That would take an hour and a half to heat an adult brain up by 1 Kelvin,
That's an oversimplification assuming the entire brain receives the exact same amount of energy, and that is just the radio transmissions, while a cell phone can also output heat on its own and reflect your body heat.
These "Platonic thought experiment" rebuttals tend to be simplistic to the point of "assuming spherical cows" and ignore the complex interactions of a real biological system. That's not a valid scientific argument, at best it's a plausibility argument.
We didn't think asbestos was a carcinogen but it was. We then thought glass fibers were likely to be carcinogens too, but they weren't.
That's the same amount of 'heating' as 45 minutes of cell phone use, every day.
Any cell phone use comes on top of all that, and some professions could easily spend more than an hour a day on the cell phone. (Though admittedly they'd normally get a hand-free set then.)
It's not enough to come up with some vague correlation if every other verified theory tells us that it just can't happen. A mechanism for the cause has to be proposed (a model), and it has to be shown to be valid rigorously, using double-blind studies and falsifiable experiments.
A correlation can be plenty to work with if you can clearly prove it. If the correlation can not be explained by other established models, or discarded as coincidence, you can then start searching for a underlying mechanism.
John Snow found a correlation between drinking from a certain well and outbreaks of cholera. The mechanism of infection was not known at the time, but even so the correlation was clear and undeniable.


What needs to be done :: Copy out the data word for word, without any of its pictures.

*** Opening of Dataset excerpts ***

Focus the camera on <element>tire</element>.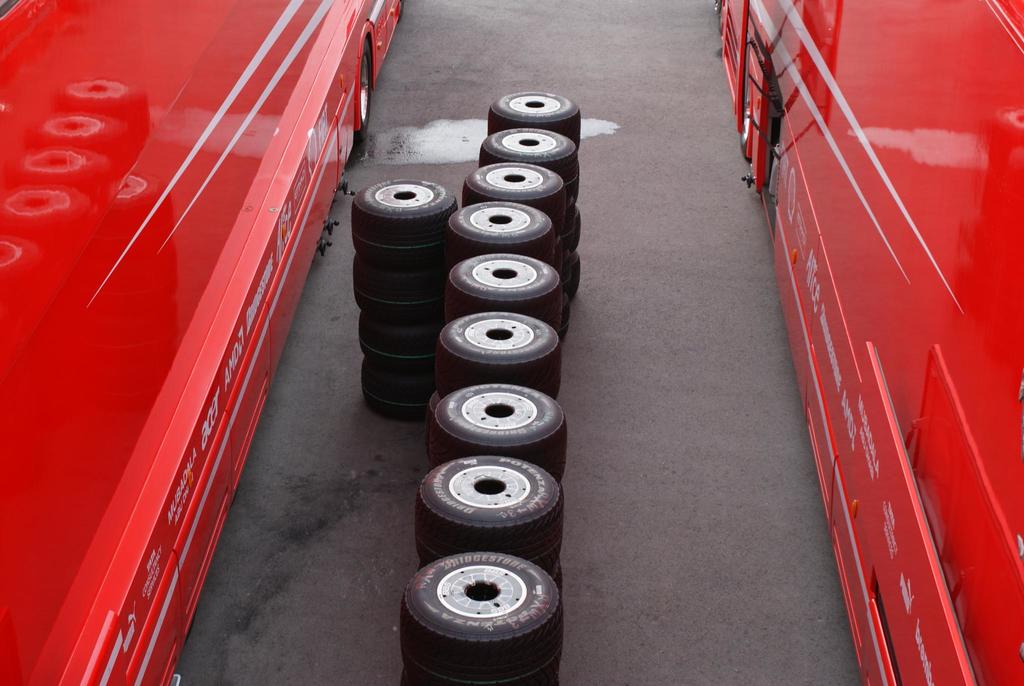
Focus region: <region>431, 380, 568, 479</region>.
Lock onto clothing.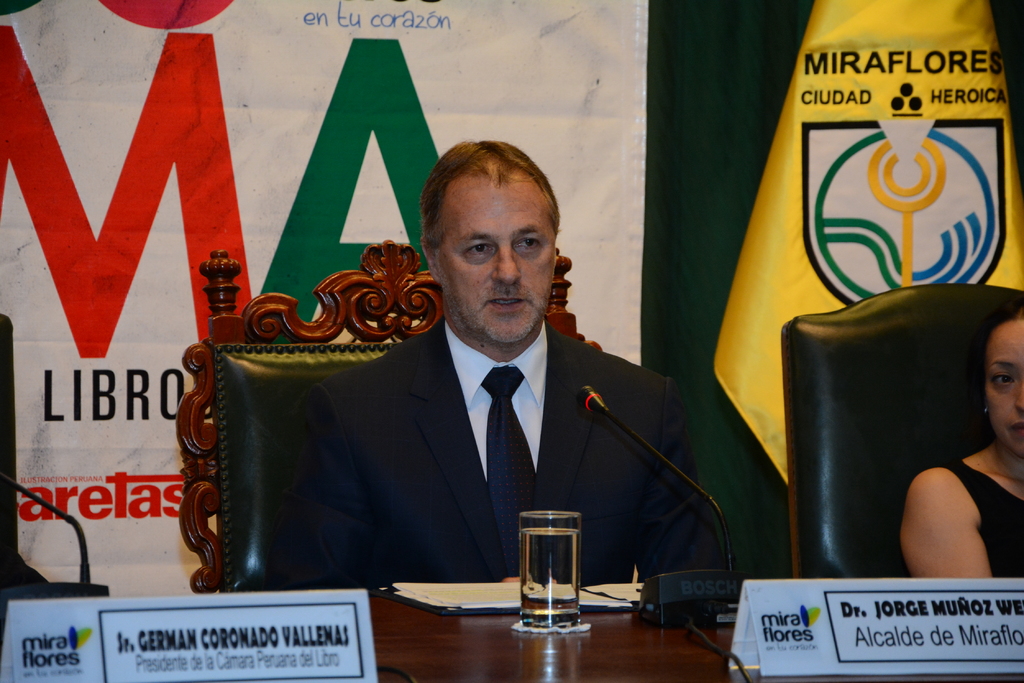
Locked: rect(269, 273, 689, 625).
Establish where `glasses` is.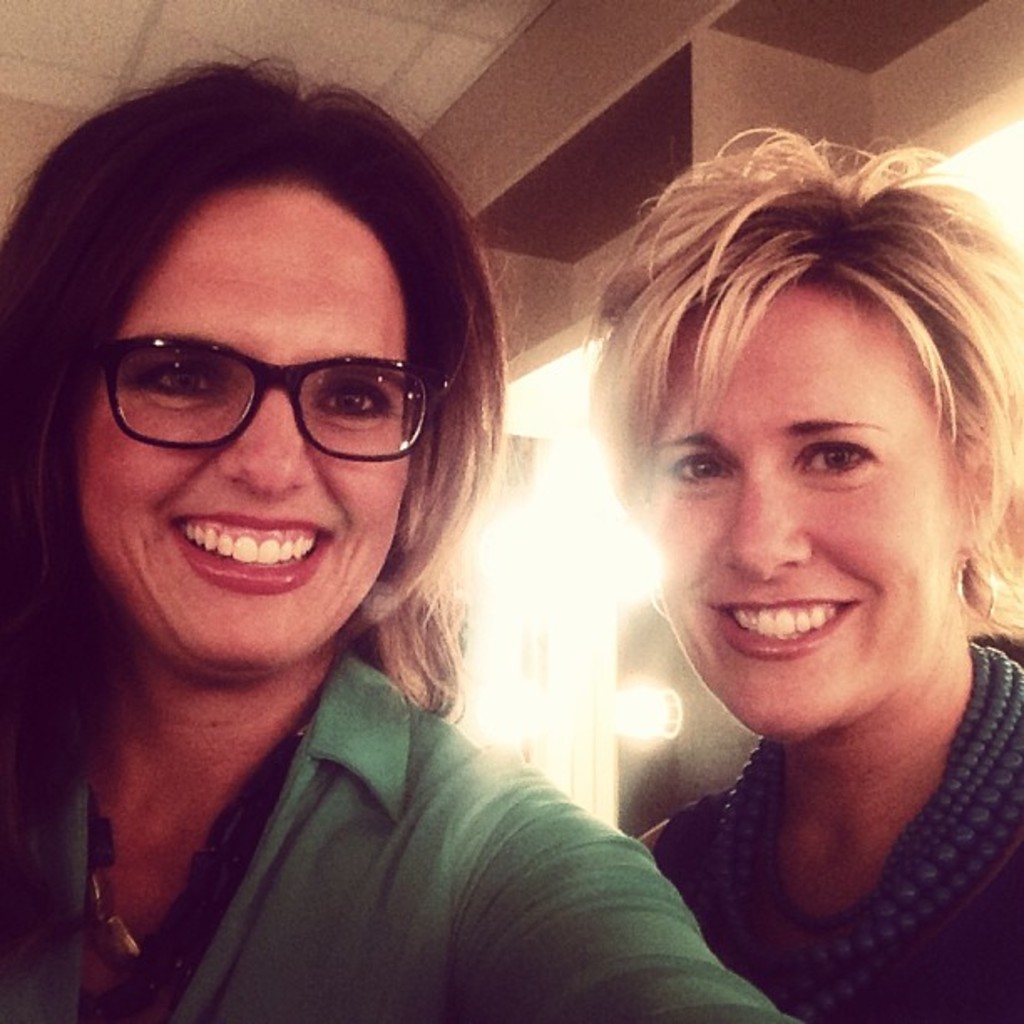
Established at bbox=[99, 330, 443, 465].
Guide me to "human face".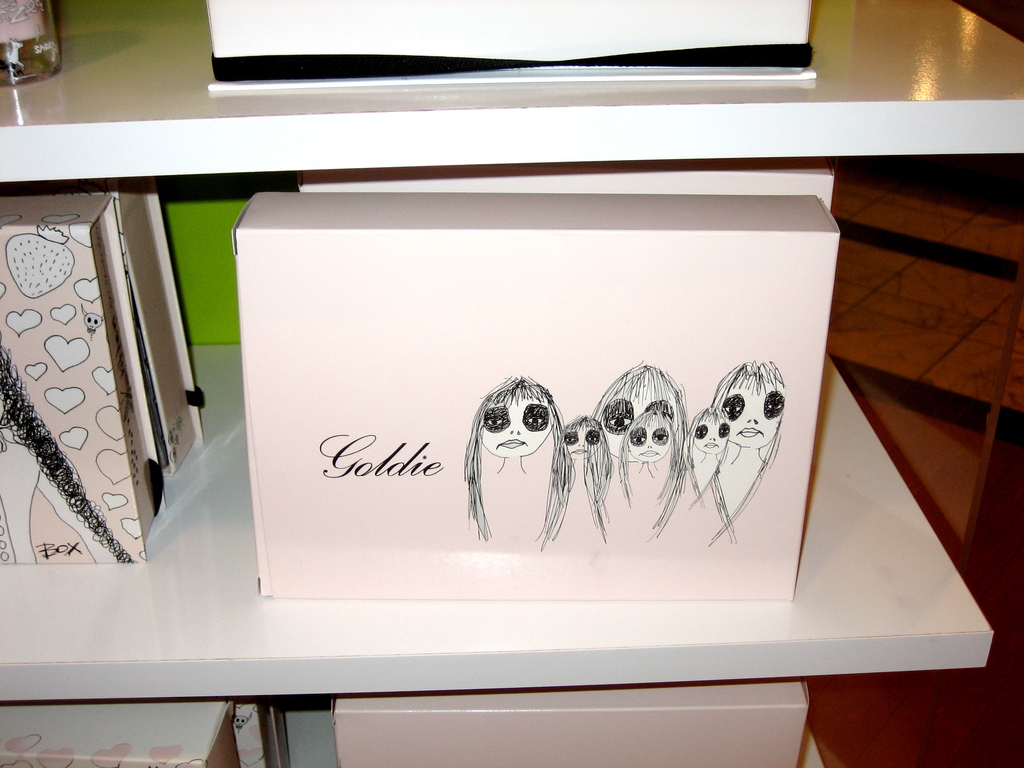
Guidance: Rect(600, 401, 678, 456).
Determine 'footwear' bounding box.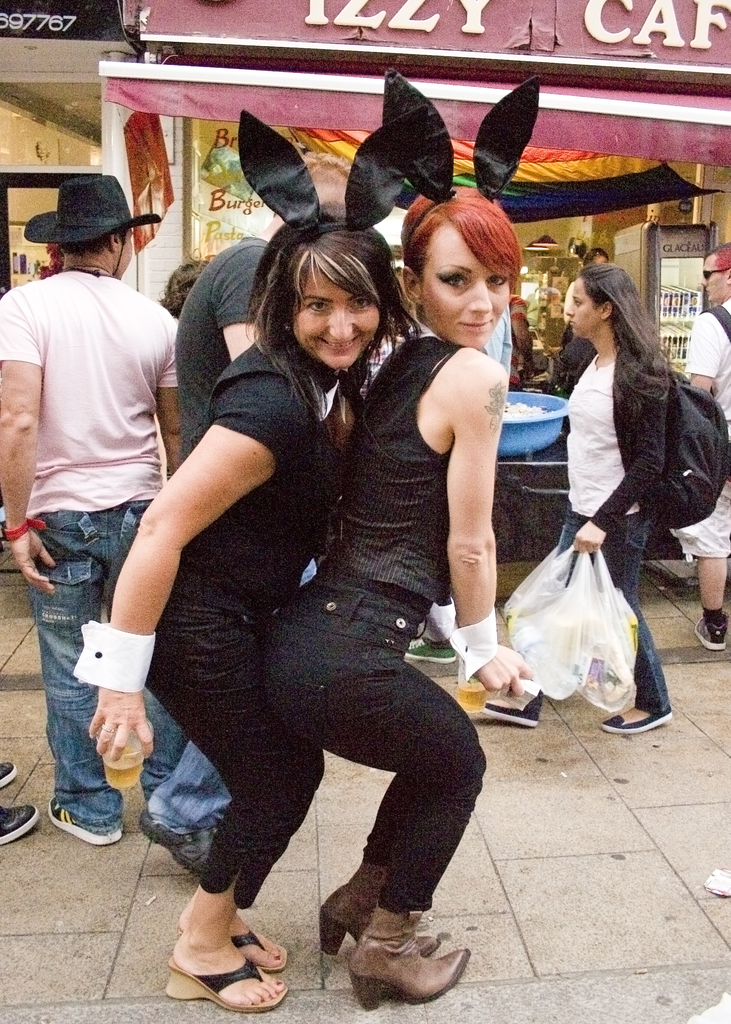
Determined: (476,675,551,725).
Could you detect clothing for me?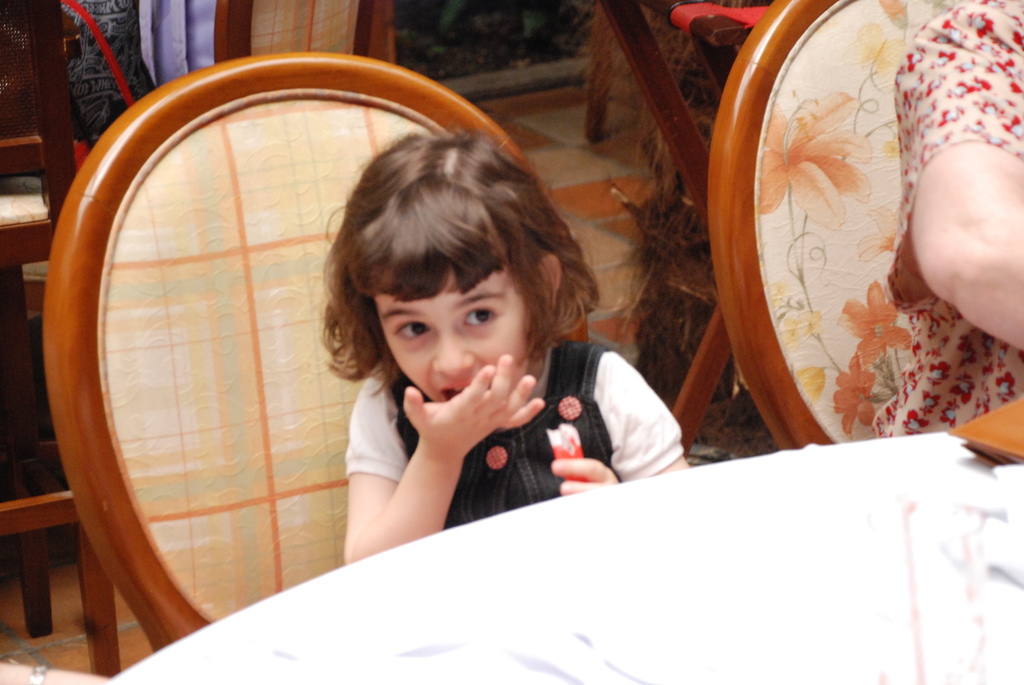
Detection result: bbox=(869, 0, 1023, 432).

*** Close of Dataset excerpts ***

Task answer ::
Focus the camera on <element>tire</element>.
Focus region: <region>431, 380, 568, 479</region>.
Lock onto clothing.
Locked: rect(269, 273, 689, 625).
Establish where `glasses` is.
Established at bbox=[99, 330, 443, 465].
Guide me to "human face".
Guidance: Rect(600, 401, 678, 456).
Determine 'footwear' bounding box.
Determined: (476,675,551,725).
Could you detect clothing for me?
Detection result: bbox=(869, 0, 1023, 432).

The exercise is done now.